Bigger than obsessing over Mat Barnes? Give her the problem, Vanessa decided. She looked at the calendar and her stomach dropped. Mat had been clear. No more than six bulls to a viewing. There were now ten scheduled for the next afternoon. Damn, damn, damndamndamn.
“I’m so sorry, I should have checked the number of bulls, not just the dates.” Pamela stood frozen beside the desk, wringing her hands together. “I’ll call the buyer back — ”
“No, you won’t. We’ll check the pens first, see if ten bulls can be accommodated. Everything will be fine.” It has to be, she repeated to herself. “Wait here. Keep scheduling for future dates. I’ll be back in a bit.”
Keys to one of the trucks hung on the wall. Vanessa grabbed the ring and headed outside. She stopped cold once in the truck. Three pedals on the floor and a long shifter. She had no idea how to drive a stick shift. Okay, couldn’t be that difficult.
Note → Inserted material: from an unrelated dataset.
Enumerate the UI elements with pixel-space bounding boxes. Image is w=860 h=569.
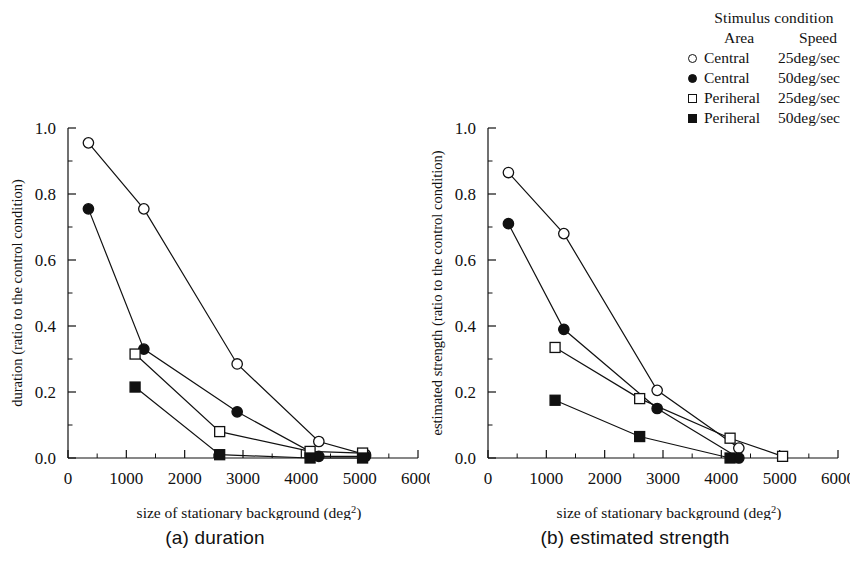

Vanessa turned the key in the ignition but the engine only clicked. She tried again. Click, click, click. Obviously something more than turning a key had to happen. Maybe the third pedal? She pushed it down, turned the key and the engine roared to life. She could do this. She’d seen movies with people driving stick shifts. They hit the gas, pulled hard on the shifter and drove. Easy peasy.